The finale brings this issue to the forefront. Max’s constant changes, all of those flutters of the butterfly wings, have generated a tornado that’s destroying the entire town. You have a photo on your person, a picture of a butterfly Max took at the start of episode one. You can use it to revert back to the point where you saved Chloe’s life. You have the choice of reversing everything you’ve done in the entire game, with Chloe’s survival as the lynchpin. Chloe isn’t a bad person, far from it. Her irresponsibility and blind rage are half of the reason why you’re in this situation, but she accepts what has to be done with maturity. Whether you do that is up to you. Will you sacrifice your best friend, possibly your lover, for the sake of the entire town? Meaning all of the progress you’ve made, the aborted timelines, the mistakes and the triumphs in your adolescent quest for justice – swapped out for the continuation of a status quo that never should have been changed in the first place.

I always prefer to save Arcadia Bay. To save Chloe feels hollow and unearned. It’s a choice that Max never should’ve had, and her life for an entire town of people is never a proposal that felt worthwhile. That’s not a judgement of Chloe as a person, but if there’s one lesson Life is Strange is trying to impart, it’s that letting sleeping dogs lie is sometimes the best option available. You can engineer the final rewritten timeline so that Rachel’s killers face justice, but the Rachel mystery was only ever the plot of the game. The real story, for me, was only ever found in the moments when I realised, I was doing more harm than good.

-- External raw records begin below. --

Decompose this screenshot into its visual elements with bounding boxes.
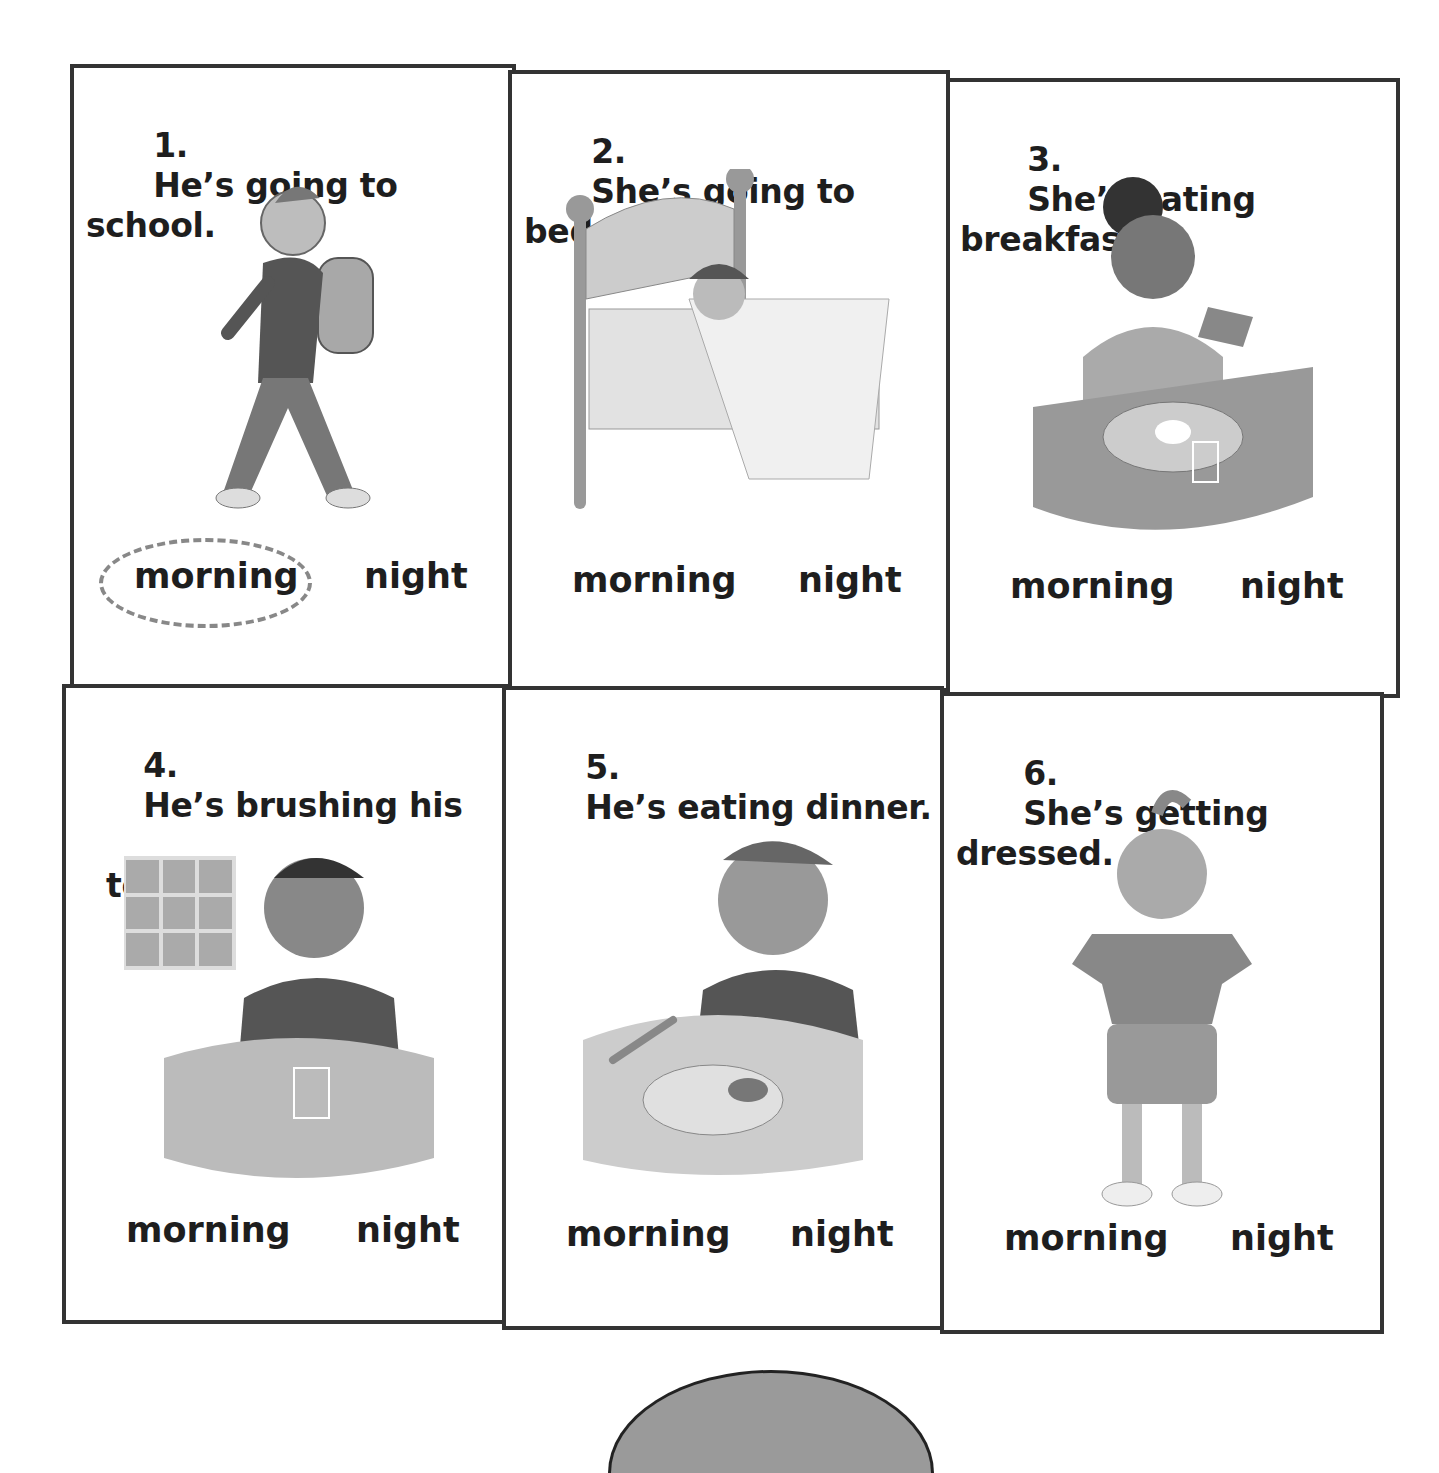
boy-eating-dinner-illustration [563, 820, 883, 1180]
card-number: 1. [153, 126, 188, 165]
option-morning[interactable]: morning [134, 556, 299, 596]
girl-in-bed-illustration [559, 169, 899, 529]
card-number: 3. [1027, 140, 1062, 179]
option-night[interactable]: night [1230, 1218, 1334, 1258]
card-number: 5. [585, 748, 620, 787]
option-night[interactable]: night [356, 1210, 460, 1250]
option-night[interactable]: night [364, 556, 468, 596]
option-morning[interactable]: morning [1010, 566, 1175, 606]
answer-options: morning night [950, 566, 1396, 616]
card-3: 3. She’s eating breakfast. morning night [946, 78, 1400, 698]
answer-options: morning night [74, 556, 512, 606]
boy-walking-illustration [143, 163, 443, 523]
boy-brushing-teeth-illustration [124, 838, 444, 1198]
answer-circle-icon [99, 538, 312, 628]
answer-options: morning night [944, 1218, 1380, 1268]
option-night[interactable]: night [798, 560, 902, 600]
card-5: 5. He’s eating dinner. morning night [502, 686, 944, 1330]
option-night[interactable]: night [790, 1214, 894, 1254]
option-morning[interactable]: morning [1004, 1218, 1169, 1258]
option-morning[interactable]: morning [572, 560, 737, 600]
girl-getting-dressed-illustration [1032, 784, 1292, 1224]
card-1: 1. He’s going to school. morning night [70, 64, 516, 688]
decorative-semicircle [608, 1370, 934, 1473]
card-2: 2. She’s going to bed. morning night [508, 70, 950, 692]
answer-options: morning night [512, 560, 946, 610]
card-sentence: He’s brushing his [143, 786, 462, 825]
girl-eating-breakfast-illustration [1023, 177, 1323, 537]
answer-options: morning night [66, 1210, 502, 1260]
option-morning[interactable]: morning [566, 1214, 731, 1254]
card-number: 4. [143, 746, 178, 785]
worksheet-grid: 1. He’s going to school. morning night 2… [62, 64, 1384, 1328]
card-number: 2. [591, 132, 626, 171]
option-morning[interactable]: morning [126, 1210, 291, 1250]
option-night[interactable]: night [1240, 566, 1344, 606]
card-4: 4. He’s brushing his teeth. morning nigh… [62, 684, 506, 1324]
answer-options: morning night [506, 1214, 940, 1264]
card-6: 6. She’s getting dressed. morning night [940, 692, 1384, 1334]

Life is Strange 2 was released over 2018 and 2019 to lukewarm reception. The attempt to take the powers away from the player character, instead placing you in a mentor role, was admirable but unavoidably made the experience less engaging. It had a less comparable level of mechanical control and thematic deftness, there was little reason to care. The third instalment, True Colors, gave your powers back but still lacked that crucial crossover between gameplay and storytelling that appealed to me. It still missed that understanding of what made the original so distinct. It was a surface-level story also missing some sorely-needed development in other areas, such as dialogue and characterisation. It’s not like I was ever clamouring for more Life is Strange stories. Now the series has been handed over to Deck Nine, I worry they’re making the same mistakes that doomed Telltale. Sometimes the best choices are the ones you don’t see until it’s too late, and you wish you could go back.
Oliver is a writer with a passion for TV, arts and culture.